Two more points will complete our discussion on Divine Therapy:
When a negative part of your inner man is being healed by God as we have discussed, it is easy to think that something is going wrong in your prayer, that you are doing it incorrectly. Here Keating encourages us, “when the unloading of the unconscious begins in earnest, many people feel that they are going backwards, that centering prayer is just impossible for them because all they experience when they start to pray is an unending flow of distractions…Their number and nature have no ill effect whatever on the genuineness of your prayer…Centering prayer is not on the level of thinking. It is consenting with your will to God’s presence in pure faith. You are acting on the spiritual level of you being…The purpose of centering prayer is not to experience peace but to evacuate the unconscious obstacles to the permanent abiding state of union with God.”

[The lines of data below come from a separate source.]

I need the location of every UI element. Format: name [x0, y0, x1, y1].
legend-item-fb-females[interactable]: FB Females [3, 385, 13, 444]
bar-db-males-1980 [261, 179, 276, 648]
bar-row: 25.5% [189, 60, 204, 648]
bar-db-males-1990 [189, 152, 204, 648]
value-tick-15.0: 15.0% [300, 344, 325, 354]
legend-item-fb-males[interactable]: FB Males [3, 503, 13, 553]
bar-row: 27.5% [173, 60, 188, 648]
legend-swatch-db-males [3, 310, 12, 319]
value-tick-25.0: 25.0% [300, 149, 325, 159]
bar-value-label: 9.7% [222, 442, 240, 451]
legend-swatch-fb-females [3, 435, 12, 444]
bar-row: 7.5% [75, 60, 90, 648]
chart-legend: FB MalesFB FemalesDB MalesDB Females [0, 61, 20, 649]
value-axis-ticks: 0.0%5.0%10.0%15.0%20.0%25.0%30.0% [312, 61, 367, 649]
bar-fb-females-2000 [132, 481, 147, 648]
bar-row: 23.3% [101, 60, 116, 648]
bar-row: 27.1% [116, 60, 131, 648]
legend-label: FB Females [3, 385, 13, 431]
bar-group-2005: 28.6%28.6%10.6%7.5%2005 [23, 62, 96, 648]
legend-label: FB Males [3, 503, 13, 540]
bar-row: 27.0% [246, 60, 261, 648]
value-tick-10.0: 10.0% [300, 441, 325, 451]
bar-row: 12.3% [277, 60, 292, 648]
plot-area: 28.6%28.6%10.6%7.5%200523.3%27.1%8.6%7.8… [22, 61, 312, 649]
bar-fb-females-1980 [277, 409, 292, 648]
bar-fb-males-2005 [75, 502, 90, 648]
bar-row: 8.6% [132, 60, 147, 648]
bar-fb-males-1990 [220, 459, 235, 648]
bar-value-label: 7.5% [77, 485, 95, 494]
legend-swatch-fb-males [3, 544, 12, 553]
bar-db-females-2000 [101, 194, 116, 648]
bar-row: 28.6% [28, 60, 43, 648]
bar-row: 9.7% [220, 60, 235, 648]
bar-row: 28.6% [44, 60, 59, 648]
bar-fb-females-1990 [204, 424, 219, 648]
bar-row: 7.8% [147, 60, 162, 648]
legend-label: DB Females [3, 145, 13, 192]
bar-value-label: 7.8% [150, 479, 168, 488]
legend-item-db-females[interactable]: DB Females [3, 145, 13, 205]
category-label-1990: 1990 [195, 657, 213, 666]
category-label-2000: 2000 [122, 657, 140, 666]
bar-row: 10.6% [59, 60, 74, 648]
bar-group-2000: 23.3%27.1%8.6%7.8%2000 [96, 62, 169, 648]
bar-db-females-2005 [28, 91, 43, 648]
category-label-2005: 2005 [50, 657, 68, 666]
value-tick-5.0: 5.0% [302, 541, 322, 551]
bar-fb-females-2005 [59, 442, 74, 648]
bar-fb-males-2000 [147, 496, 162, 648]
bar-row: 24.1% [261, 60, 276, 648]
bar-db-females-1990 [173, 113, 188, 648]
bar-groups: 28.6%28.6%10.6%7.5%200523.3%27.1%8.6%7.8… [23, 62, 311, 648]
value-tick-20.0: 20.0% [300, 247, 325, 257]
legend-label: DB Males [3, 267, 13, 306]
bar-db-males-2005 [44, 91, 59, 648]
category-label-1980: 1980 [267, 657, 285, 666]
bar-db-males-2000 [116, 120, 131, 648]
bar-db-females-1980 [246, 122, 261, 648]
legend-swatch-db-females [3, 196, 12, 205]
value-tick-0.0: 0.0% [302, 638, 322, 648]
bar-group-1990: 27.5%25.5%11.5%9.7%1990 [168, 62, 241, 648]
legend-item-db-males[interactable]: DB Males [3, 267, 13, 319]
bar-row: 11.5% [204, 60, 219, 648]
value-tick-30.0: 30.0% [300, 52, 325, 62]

Lastly, a great benefit of transformation in centering prayer is that you don’t need to psychoanalyze yourself by re-living past trauma, or even trying to understand it. Here Keating writes, “During the unloading process sometimes you may want to figure out where a particular smile, itch, pain or strong feeling is coming from in you psyche and to identify it with some earlier period in your life. That’s useless. The nature of the unloading process is that it does not focus on any particular event. It loosens up all the rubbish, so to speak, and the psychological refuse comes up as a kind of compost. It’s like throwing out the garbage. You don’t separate the egg shells from the orange peels. You just throw the whole thing out. Nobody is asking you to look through it to try to evaluate it. You just throw everything out in one big garbage bag.”
This is the 6th session of an eight-week introductory course to centering prayer and Christian meditation. Most sessions are recorded live from a group that meets each Saturday morning in a boardroom in Houston, Texas, with video-call participants from Africa, Europe and elsewhere in the US. Access the other introductory sessions here.
Listen to the audio of our live session here
Listen to the Q&A discussion after a live session of centering prayer
This is very informative and helpful Rob, thank you. I’m enjoying your website and videos. learning a lot.